Irene Kowaliska

Irene Kowaliska (11 June 1905 - 13 March 1991) was a painter, ceramics artist and textiles designer, originally from Mazovia (Congress Poland).

[1][2][3][4][5] Irene Kowaliska was born into a Jewish family at Warsaw in Congress Poland, which between 1815 and 1915 was a semi-detached buffer territory on the western fringes of the Russian Empire.

[6] The story is reported that she was still a school girl when, on a visit to the Kunsthistorisches Museum, she stood in front of a mosaic and announced "Das will ich auch können!"

As a teenager and young adult Irene contributed to the family budget by taking work locally as a child carer and home tutor.

At some point she responded to a newspaper job advertisement as a result of which, in 1929 she was offered and accepted work at the pictures archives collection at one of Germany's largest publishing businesses, Ullstein Verlag in Berlin.

[1] [10][11] In 1931 Kowaliska was given an opportunity to join a thriving pottery workshop community devoted to producing artistic ceramics at Vietri sul Mare, a short walk along the coast to the west from Salerno.

[12] "Industria Ceramica Salernitana" (ICS) had been established by the wealthy German-Lithuanian businessman Max Melamerson and his wife in 1927 and quickly become a magnet for talented ceramic artists from German-speaking central Europe.

[14][b] The business was managed - apparently loosely - by a fellow expatriate artist, Richard Dölker, who was evidently impressed by her talents as a ceramicist.

[18] Others included the ceramicist Barbara Margarethe Thewalt-Hannasch (1901–1962),[19] the Bremen-born artist Lisel Oppel,[20] the ceramists Hilde Rauberling and Lothar Eglive and the potter from Dresden, Otto Piesche.

There were also a number of Italian ceramicists and other artists working at the "ICS"[21] In 1932 Kowaliska was given her own studio at "Industria Ceramiche Artistiche Meridionali" (ICAM), a neighbouring ceramics business established at Vietri by Vincenzo Pinto (1870 – 1939) back in 1910.

Vincenzo Pinto had worked closely with the German artists of the "ICS" ever since they arrived in town, exploiting the commercial opportunities arising from their international connections.

[22] Irene Kowaliska would confide gratefully to her diary, "Dear Don Vincenzo gave me a place where I could work in complete freedom".

[1] By that time Armin T. Wegner had relocated to the little town of Positano, a couple of hours walk to the west along the coast road towards Sorrento and Naples.

[citation needed] Armin Wegner was the son of a railway official and a former army officer with a degree in Jurisprudence who, after witnessing death marches in Mesopotamia and what became Syria, emerged from his war-time experiences as a committed pacifist campaigner.

During April 1933 legislation was enacted to remove Jews from public service jobs at every level and the government ordered a boycott of Jewish businesses.

Several sources hint that Kowaliska's presence in Vietri may, indeed, have been the reason Wegner chose to move to southern Italy where, at the stage, German exiles were able to live in relative safety irrespective of their political backgrounds or attitudes to National Socialist race policies.

By 1940 the couple were living as man and wife, though a formal marriage solemnised at the town hall was deferred in order to avoid attracting the attention of the authorities.

For a number of years before the outbreak of war, "Myricae", the well-regarded arts, crafts, furnishings and fashions shop near the Spanish Steps in central Rome, had been urging Kowaliska to print table linen that match the ceramic wares which they were already selling on her behalf.

Two aristocratic evacuees from Naples, a Principessa Caraffa and a Marchesa De Ruggero, arrived in Positano and set up a couple of fashion boutiques.

Branded as "Moda Positanese", the designs captured the spirit of the times and enjoyed significant commercial success with visitors to Positano and the surrounding region.

It became popular among the expanding fashion conscious middle classes to incorporate fabric designs by Kowaliska in interior decorations, be it for blankets, curtains, drapes and even, in some cases, wall papers.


> WORK ORDER: Wherever the word "figure" appears in a line below, that line counts; report the total number of such lines only.
++++ EXERCISE INPUT ++++
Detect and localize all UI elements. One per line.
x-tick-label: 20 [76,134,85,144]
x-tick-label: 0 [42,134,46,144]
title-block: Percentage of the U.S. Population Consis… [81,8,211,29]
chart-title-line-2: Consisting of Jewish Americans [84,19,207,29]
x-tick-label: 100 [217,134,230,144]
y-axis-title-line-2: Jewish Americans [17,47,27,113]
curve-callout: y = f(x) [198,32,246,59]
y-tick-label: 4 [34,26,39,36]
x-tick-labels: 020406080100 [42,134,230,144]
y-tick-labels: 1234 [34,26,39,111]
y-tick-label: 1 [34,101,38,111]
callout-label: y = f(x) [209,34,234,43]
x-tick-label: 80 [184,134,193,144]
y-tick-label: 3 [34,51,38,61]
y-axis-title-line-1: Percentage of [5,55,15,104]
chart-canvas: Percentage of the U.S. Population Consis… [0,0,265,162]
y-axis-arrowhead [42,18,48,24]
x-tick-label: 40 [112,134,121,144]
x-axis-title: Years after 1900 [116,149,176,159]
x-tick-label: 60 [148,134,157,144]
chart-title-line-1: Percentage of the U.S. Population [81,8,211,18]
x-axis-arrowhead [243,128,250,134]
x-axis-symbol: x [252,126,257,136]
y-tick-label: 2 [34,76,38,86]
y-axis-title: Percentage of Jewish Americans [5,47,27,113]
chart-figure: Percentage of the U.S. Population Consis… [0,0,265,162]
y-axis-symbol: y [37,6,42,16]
++++
++++ EXERCISE INPUT ++++
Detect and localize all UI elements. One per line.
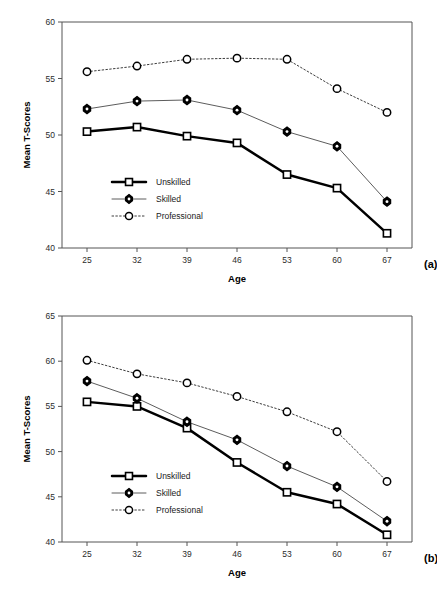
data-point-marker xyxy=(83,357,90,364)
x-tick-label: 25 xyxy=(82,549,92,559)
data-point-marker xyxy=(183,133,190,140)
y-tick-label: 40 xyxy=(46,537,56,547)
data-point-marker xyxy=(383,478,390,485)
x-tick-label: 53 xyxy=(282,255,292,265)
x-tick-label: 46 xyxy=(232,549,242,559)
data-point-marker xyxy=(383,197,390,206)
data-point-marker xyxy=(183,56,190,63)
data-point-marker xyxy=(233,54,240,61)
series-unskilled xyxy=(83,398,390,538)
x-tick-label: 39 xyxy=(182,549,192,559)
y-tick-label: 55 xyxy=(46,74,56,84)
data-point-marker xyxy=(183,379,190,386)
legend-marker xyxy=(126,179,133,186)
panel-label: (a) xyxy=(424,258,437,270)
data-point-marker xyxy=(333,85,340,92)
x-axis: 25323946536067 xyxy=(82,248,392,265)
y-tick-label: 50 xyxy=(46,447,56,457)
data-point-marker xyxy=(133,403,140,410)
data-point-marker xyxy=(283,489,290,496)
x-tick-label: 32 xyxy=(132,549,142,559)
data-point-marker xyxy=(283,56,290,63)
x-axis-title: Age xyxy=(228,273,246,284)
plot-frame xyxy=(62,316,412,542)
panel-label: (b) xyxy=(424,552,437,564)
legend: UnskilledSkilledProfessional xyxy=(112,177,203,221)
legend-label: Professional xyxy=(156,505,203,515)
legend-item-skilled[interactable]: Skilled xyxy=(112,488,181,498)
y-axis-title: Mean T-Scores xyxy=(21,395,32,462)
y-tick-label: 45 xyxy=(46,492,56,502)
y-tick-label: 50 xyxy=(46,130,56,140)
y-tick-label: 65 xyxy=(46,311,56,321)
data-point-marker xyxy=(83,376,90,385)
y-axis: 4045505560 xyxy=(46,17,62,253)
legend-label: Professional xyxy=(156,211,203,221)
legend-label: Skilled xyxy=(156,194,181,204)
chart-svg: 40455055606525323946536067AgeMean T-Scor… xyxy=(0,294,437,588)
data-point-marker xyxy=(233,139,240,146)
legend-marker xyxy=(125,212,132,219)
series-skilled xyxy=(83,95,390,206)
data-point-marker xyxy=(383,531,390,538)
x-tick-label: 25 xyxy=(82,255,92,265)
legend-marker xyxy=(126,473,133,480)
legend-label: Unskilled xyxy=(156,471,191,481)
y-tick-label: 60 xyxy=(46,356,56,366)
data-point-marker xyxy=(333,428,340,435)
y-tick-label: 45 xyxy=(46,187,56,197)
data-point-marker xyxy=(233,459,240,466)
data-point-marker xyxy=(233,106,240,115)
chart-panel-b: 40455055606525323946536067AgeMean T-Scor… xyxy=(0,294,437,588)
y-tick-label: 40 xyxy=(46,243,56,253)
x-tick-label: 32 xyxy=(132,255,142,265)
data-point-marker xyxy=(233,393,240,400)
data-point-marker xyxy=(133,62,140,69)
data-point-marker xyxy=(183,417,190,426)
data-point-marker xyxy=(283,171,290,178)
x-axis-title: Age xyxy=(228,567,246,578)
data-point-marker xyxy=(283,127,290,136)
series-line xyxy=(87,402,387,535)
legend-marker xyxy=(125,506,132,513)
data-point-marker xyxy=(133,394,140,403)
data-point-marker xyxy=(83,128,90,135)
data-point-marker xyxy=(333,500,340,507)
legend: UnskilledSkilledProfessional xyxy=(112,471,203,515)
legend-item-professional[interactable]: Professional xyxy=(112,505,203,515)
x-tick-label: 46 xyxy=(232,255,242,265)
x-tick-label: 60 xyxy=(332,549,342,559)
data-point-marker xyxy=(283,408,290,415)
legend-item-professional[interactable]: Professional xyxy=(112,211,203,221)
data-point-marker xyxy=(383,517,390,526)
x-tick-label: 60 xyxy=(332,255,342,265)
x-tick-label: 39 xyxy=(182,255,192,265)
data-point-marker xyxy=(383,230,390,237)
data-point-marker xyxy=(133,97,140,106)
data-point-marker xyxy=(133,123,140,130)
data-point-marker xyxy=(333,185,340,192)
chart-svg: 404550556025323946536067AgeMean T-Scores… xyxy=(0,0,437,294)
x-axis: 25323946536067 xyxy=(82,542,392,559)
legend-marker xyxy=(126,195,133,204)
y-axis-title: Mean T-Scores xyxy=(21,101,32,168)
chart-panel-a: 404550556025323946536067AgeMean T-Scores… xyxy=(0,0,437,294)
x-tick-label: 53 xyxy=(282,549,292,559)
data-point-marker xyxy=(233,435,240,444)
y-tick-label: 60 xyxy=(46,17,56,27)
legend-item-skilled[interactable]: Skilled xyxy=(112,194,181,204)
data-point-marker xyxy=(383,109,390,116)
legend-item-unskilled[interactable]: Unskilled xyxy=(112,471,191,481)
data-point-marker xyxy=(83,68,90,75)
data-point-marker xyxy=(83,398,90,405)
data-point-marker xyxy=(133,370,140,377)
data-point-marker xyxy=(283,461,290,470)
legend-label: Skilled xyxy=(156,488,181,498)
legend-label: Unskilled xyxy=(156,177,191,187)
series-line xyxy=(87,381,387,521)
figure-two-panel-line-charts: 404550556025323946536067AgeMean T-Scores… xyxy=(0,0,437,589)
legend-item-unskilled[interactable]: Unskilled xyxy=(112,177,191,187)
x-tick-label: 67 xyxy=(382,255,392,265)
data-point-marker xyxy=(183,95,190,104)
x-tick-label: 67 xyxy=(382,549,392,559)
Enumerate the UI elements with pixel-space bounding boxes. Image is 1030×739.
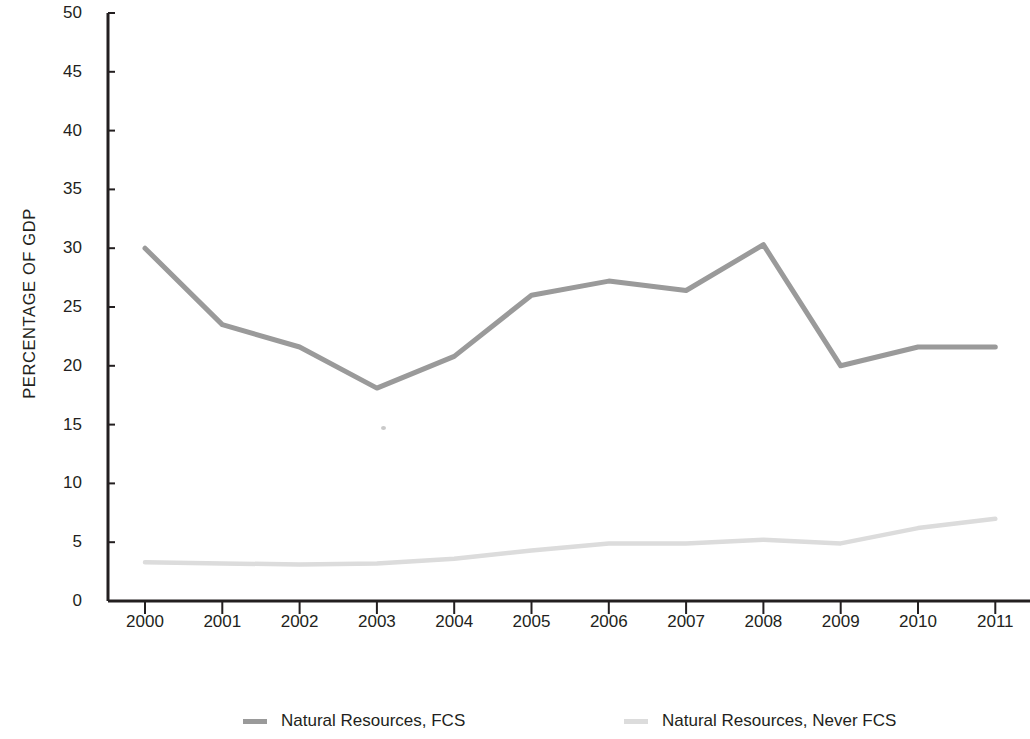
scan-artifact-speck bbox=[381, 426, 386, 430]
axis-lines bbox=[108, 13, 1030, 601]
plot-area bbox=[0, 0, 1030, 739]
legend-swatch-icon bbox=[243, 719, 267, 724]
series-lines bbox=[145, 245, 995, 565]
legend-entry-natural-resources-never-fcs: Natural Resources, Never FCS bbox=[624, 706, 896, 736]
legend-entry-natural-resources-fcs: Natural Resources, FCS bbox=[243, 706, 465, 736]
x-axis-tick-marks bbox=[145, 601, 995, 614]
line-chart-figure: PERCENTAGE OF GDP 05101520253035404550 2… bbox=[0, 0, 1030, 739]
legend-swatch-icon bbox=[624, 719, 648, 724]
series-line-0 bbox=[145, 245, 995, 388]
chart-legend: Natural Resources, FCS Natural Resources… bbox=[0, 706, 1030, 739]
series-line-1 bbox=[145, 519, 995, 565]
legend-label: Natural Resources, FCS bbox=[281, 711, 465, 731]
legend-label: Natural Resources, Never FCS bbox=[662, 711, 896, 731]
++++
> WRITTEN RESPONSE: 3